Petrov’s intervention did not resolve any of this, but it put the safety question back in plain language at a moment when the circuit was attracting genuine attention as a potential Grand Prix venue.

What followed

Mugello never made it onto the Formula 1 calendar in the years that followed, and the debate settled back into its familiar holding pattern: admiration for the circuit, recognition of its obstacles and occasional speculation whenever the Italian GP’s future came up.

It did eventually host a Grand Prix under unusual circumstances.

In 2020, with the calendar disrupted by the pandemic, Mugello hosted the Tuscan Grand Prix as part of Ferrari’s 1000th Formula 1 race weekend.

It was a striking occasion, and the race itself was eventful.

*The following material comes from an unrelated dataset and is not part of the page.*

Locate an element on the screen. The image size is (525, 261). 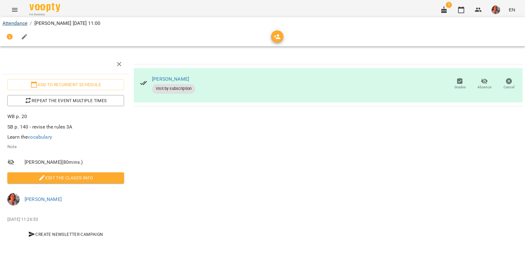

The safety debate resurfaced in modified form, though the conditions of that weekend were exceptional enough to make direct comparisons difficult.

Petrov’s 2012 comments sit, in retrospect, as an honest snapshot of where the circuit stood at a particular moment. He was not wrong to raise the concern. Whether it was the definitive verdict on Mugello’s F1 future is a different question.

FAQ

Did Mugello ever host a Formula 1 Grand Prix?
Yes, once. In 2020, Mugello hosted the Tuscan Grand Prix as part of Formula 1’s pandemic-disrupted calendar. It was also Ferrari’s 1000th world championship race. The event was not repeated in subsequent seasons.

Who owns Mugello circuit?
Mugello is owned by Ferrari. The circuit is used primarily for Ferrari testing, MotoGP and other motorsport events.

What is Grade 1 homologation?
Grade 1 is the FIA’s highest circuit safety rating, required to host a Formula 1 Grand Prix. It sets standards for run-off areas, barriers, medical facilities and track dimensions. Not all circuits that would like to host F1 meet or can meet Grade 1 requirements without significant modification.